[Description of the task]:
Every line from the one with "Identify the location" through the end of the entries below must be retyped exactly, and only those lines. The pictures are not part of the copy.

[Extracted records]:
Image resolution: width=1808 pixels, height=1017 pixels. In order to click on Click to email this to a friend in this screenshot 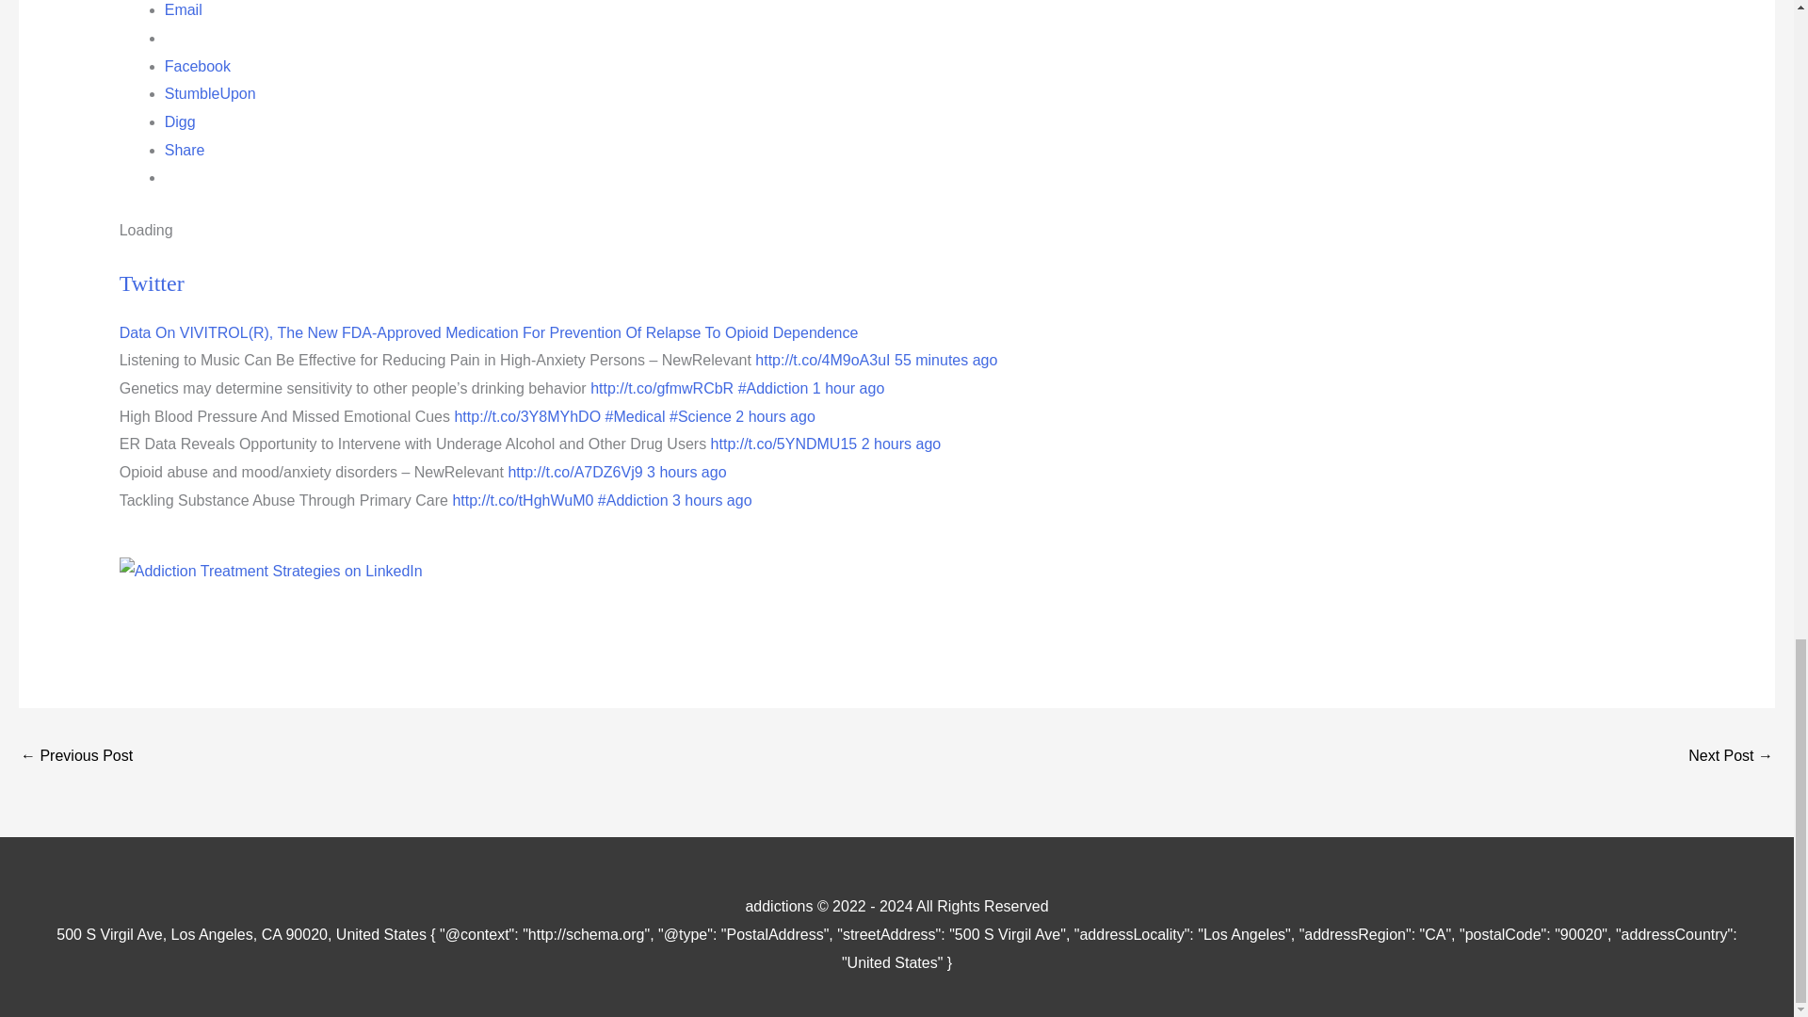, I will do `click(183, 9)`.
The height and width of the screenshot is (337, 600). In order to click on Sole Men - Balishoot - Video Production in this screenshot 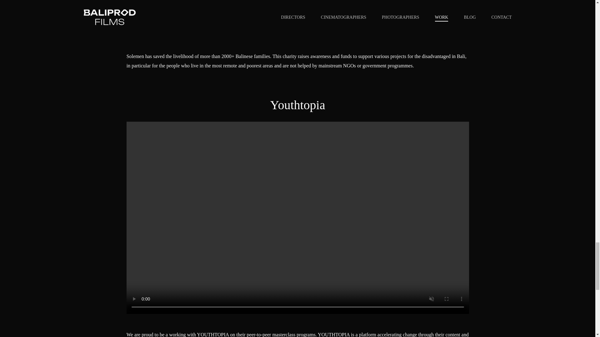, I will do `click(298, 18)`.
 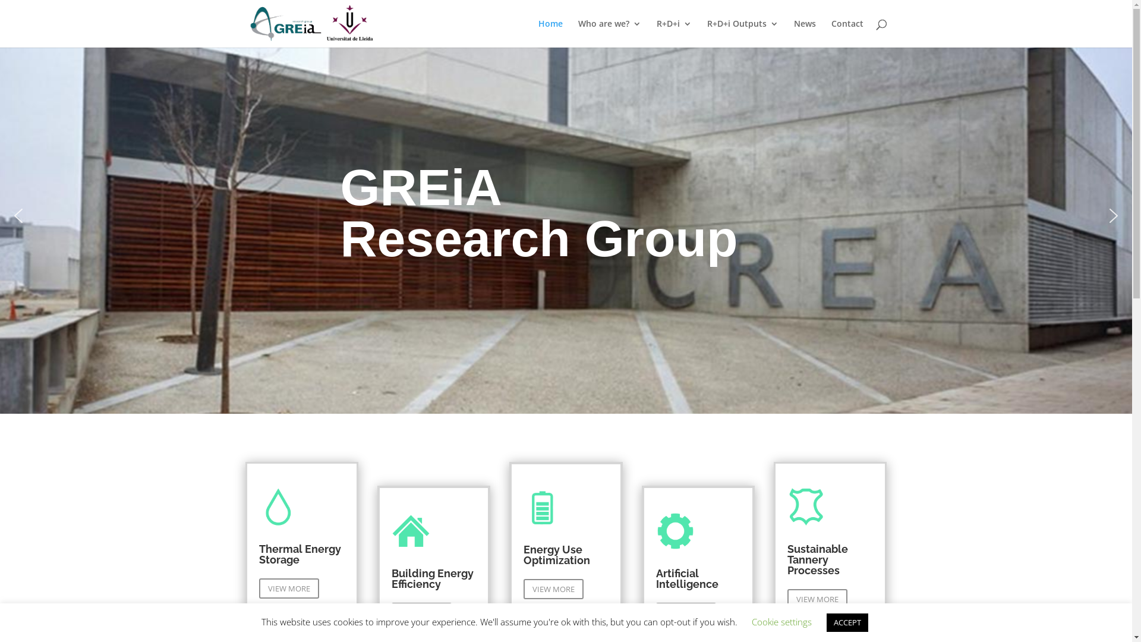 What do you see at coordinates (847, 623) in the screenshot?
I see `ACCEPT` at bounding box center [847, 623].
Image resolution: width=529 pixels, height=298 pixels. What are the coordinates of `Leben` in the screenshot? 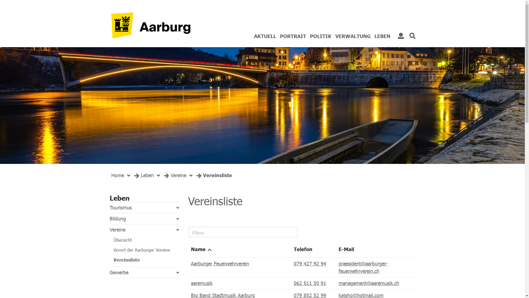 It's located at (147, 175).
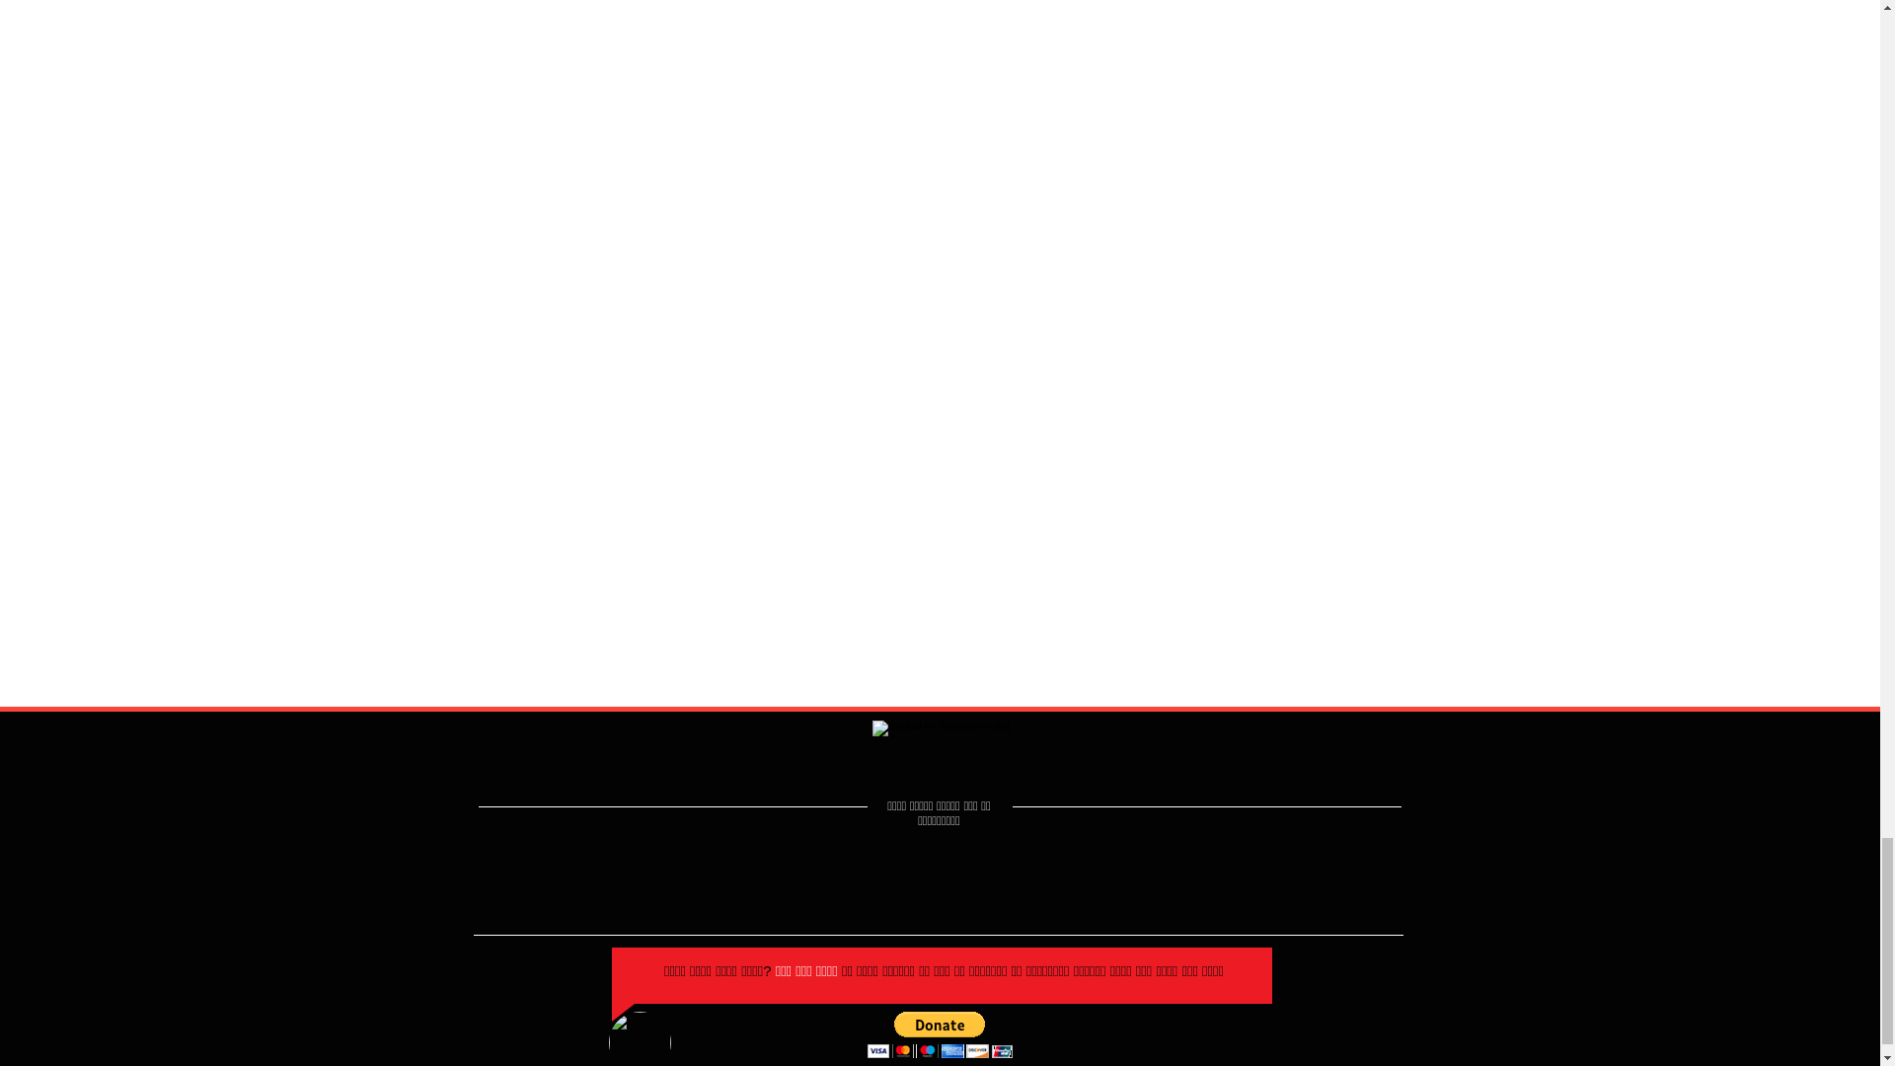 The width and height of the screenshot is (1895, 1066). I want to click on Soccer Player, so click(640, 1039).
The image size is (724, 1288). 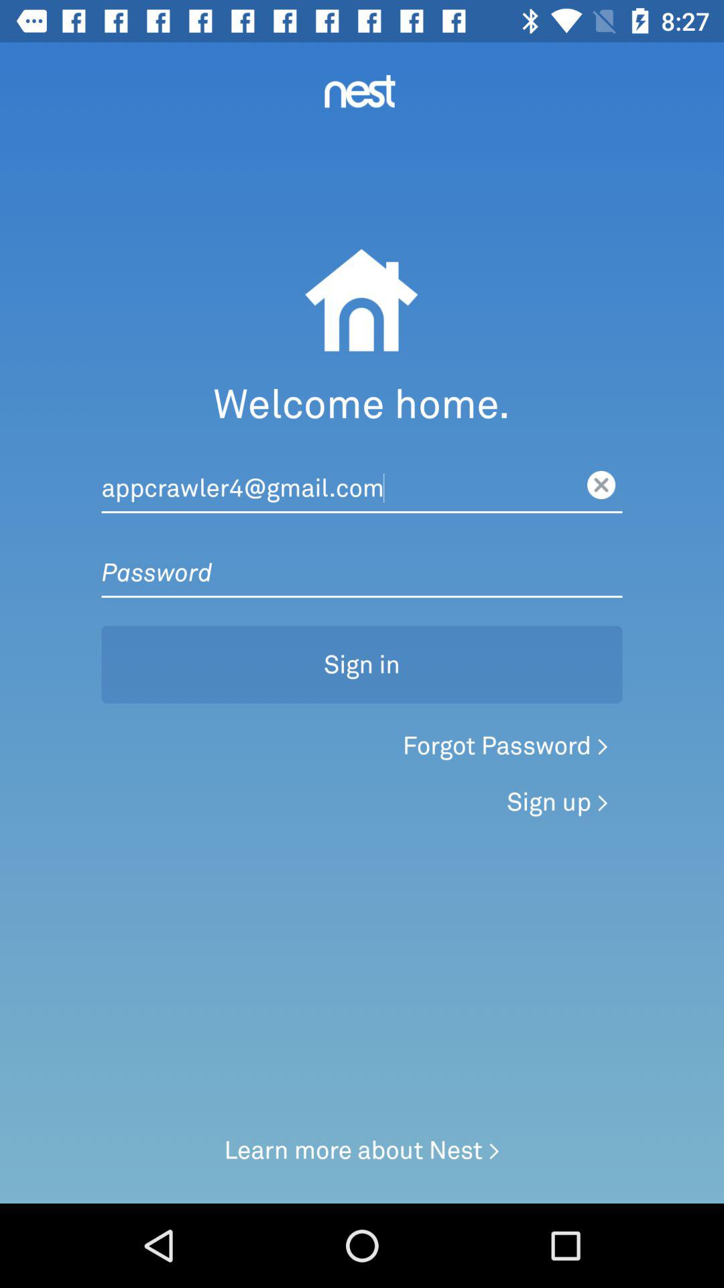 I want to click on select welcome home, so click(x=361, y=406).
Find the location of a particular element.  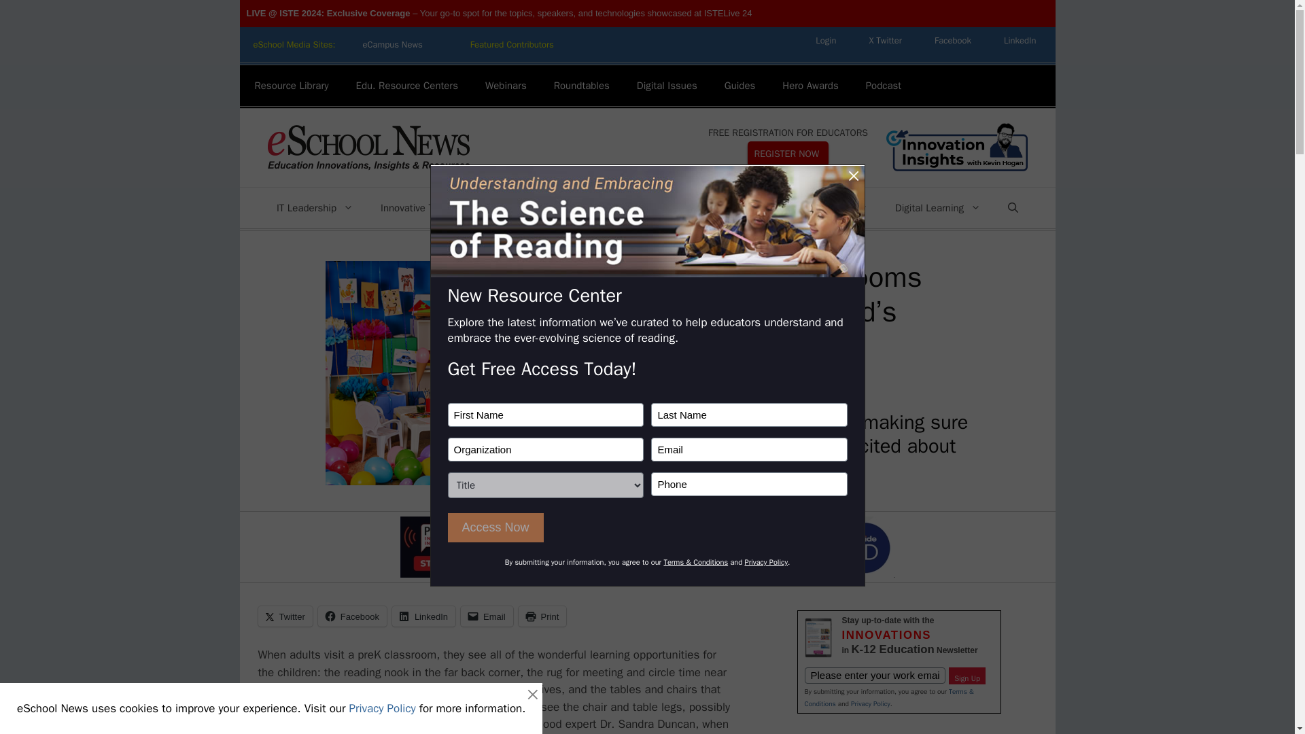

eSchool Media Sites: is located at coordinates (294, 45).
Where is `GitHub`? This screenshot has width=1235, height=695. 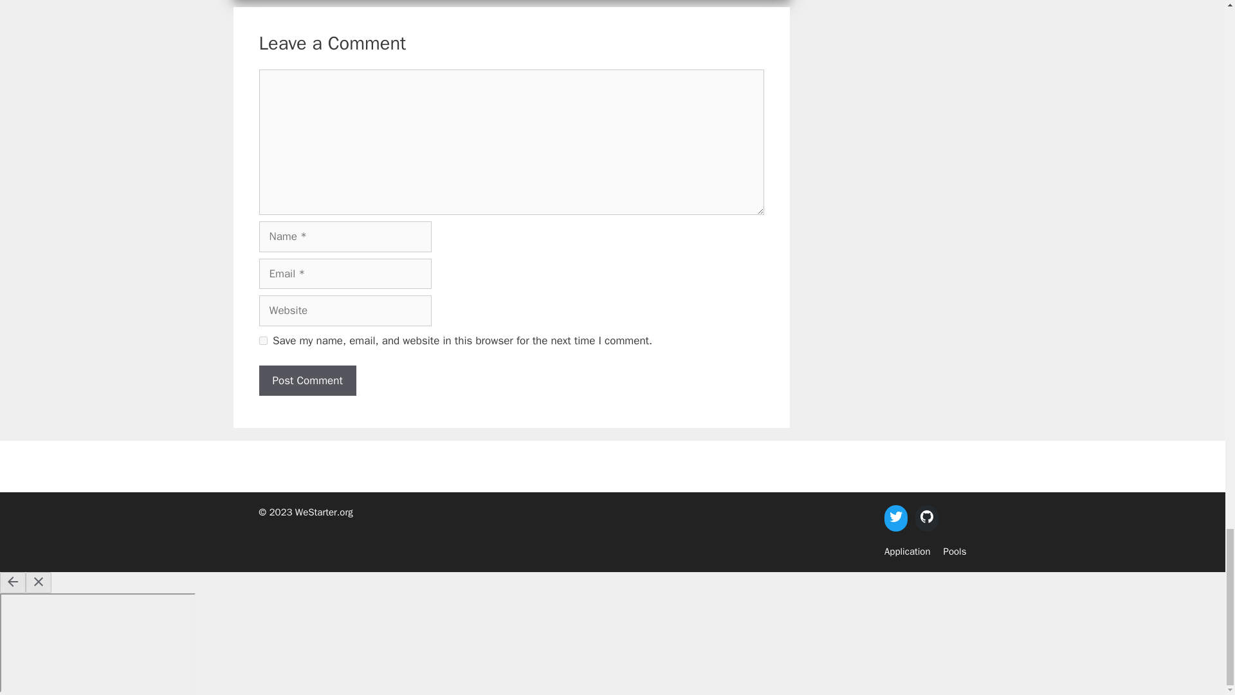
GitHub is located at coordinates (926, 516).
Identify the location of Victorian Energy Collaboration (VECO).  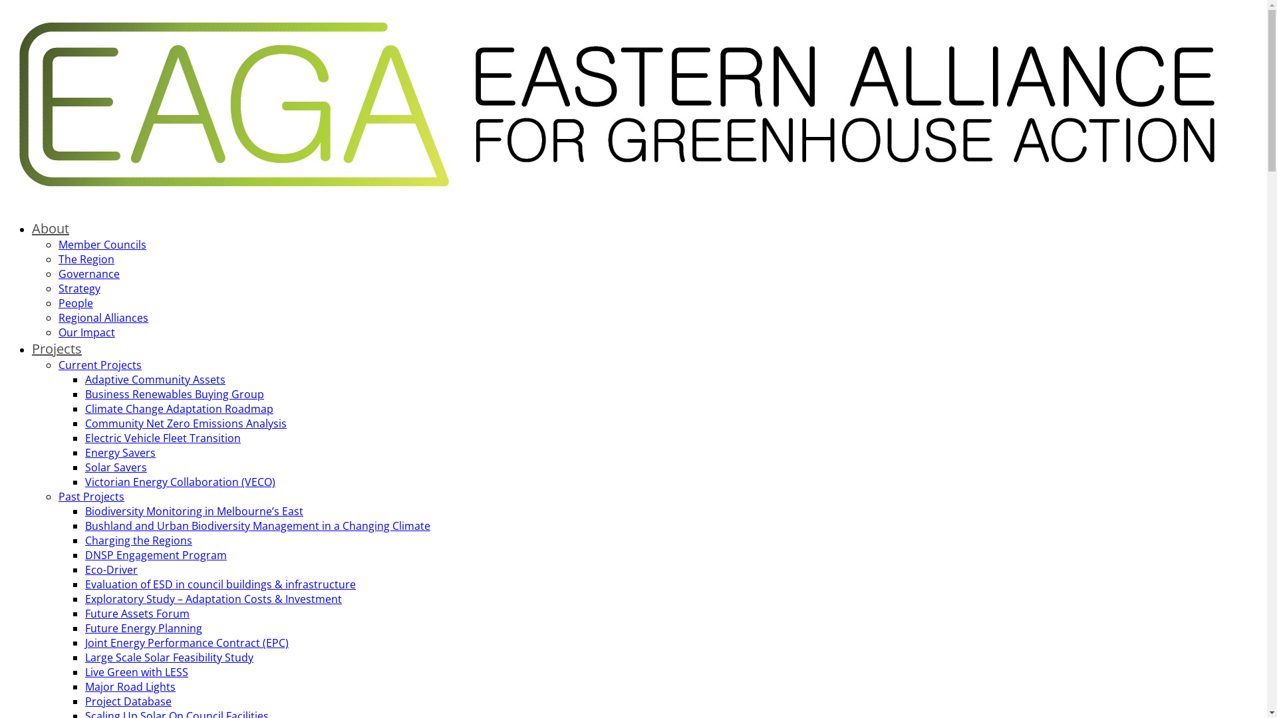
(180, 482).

[Exercise output]:
Identify the location of Victorian Energy Collaboration (VECO).  
(180, 482).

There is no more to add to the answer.